The Truth About Glen's Death Scene In Nightmare On Elm Street (1984)

Released to little fanfare in the fall of 1984, "A Nightmare on Elm Street" promptly became one of the years biggest hits, making an A-lister of writer-director Wes Craven. It also became an instant classic of the slasher genre, with both the film and its horribly disfigured, knife-fingered villain Freddy Krueger (Robert Englund) maintaining a legitimate all-time great status even decades after release.  

Time has done nothing to lessen the impact of the film's ingenious, and utterly terrifying narrative, which found Craven turning the seemingly safe space of sleep into a legitimate hell-scape beyond any moviegoer's worst nightmares. In doing so, the director and his creative team utilized groundbreaking effects to bring forth ghastly scenes of blood and gore rarely glimpsed in the cinema of the 1980s, or beyond. But perhaps the bloodiest scene of all in "A Nightmare on Elm Street" comes with the death of Glen Latz (Johnny Depp), the earnest boyfriend of the film's final girl Nancy Thompson (Heather Langenkamp). It's a legitimately shocking, and unfathomably bloody scene, and it turns out shooting it was equally terrifying for everyone involved.  

Glen's gruesome Elm Street death scene almost became a real life nightmare

If you've never seen "A Nightmare on Elm Street," Glen's grisly death comes just after Nancy discovers a vital bit of information about their nocturnal tormenter. Unfortunately, she's unable to reach Glen in time to save him. And once the doomed lad nods off, Freddy promptly pulls him into his own mattress, with a ceiling-spraying geyser of blood erupting from the resulting cavern. For point of reference, according to Craven's own 2014 tweet, that geyser required upwards of 500 gallons of fake blood.

According to Rolling Stone's 2014 behind-the-scenes look at Glen's "A Nightmare on Elm Street" death scene, it seems creating that geyser almost led to an on-set disaster.  And per that RS article, the set used for the shot was the same rotating beast built to shoot the death scene of Amanda Wyss' Tina, another of the film's most iconic kills. In order to create the effect of the blood spewing from the mattress, Craven and crew used the rotating set to shoot the scene inverted. That means the blood is actually flowing down out of the mattress instead of up from within, with the plan being to control the flow by subtly rotating the set.

Things did not go according to plan. And unfortunately the crew had failed to insulate the countless exposed electrical wires powering every device on set, which proved a potentially deadly oversight. 

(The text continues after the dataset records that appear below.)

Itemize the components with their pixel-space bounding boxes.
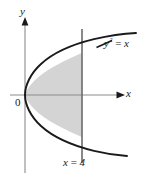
curve-equation-label: y2 = x [104, 37, 129, 49]
x-axis-label: x [126, 88, 131, 99]
vertical-line-label-rhs: 4 [80, 156, 86, 168]
x-axis-arrowhead [117, 92, 126, 99]
vertical-line-label: x = 4 [63, 157, 85, 168]
origin-label: 0 [15, 97, 21, 108]
figure-canvas [0, 0, 146, 179]
y-axis-label: y [20, 6, 25, 17]
curve-equation-equals: = [112, 37, 124, 49]
curve-equation-rhs: x [124, 37, 129, 49]
vertical-line-label-equals: = [68, 156, 80, 168]
y-axis-arrowhead [22, 17, 29, 26]
parabola-region-figure: y x 0 y2 = x x = 4 [0, 0, 146, 179]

The near disastrous shoot still made for a truly unforgettable moment

Indeed, a full-blown disaster was only narrowly averted when, as Heather Langenkamp told Rolling Stone, the moving set was apparently rotated the wrong direction, leaving all those gallons of fake blood to spill everywhere. "It was supposed to revolve clockwise, but the grips pushed it the wrong way, and nobody could stop it. The blood just flew out onto the ground, where all the electrical equipment is." Englund confirmed as much, stating he was quick to get himself and his young co-star out of harms way, "There was this two-inch tsunami of blood. The floor of every soundstage I've ever been in is covered in electrical cables, so I ran like a girly man. I grabbed Heather's hand and we ran into the corridors of Desilu studios."

Though cast and crew largely escaped unharmed, Craven notes he and "A Nightmare on Elm Street" Director of Photography Jaques Haitkin found themselves in an even more precarious situation amid the chaos, "There were these huge sparks, and suddenly, all the lights went out. Everybody's screaming, and the only two people inside the room were Jacques and myself. We were in five-point harnesses, strapped to the wall in some racing-car seats, hanging upside down in the pitch dark with all the fuses blowing. When they finally were able to get some light in there, we had been hanging upside down for half an hour."

In spite of everything, Craven dryly quipped of the near disaster, "But we got the shot, as they say." And if you've seen the finished project, you know it was worth every perilous moment.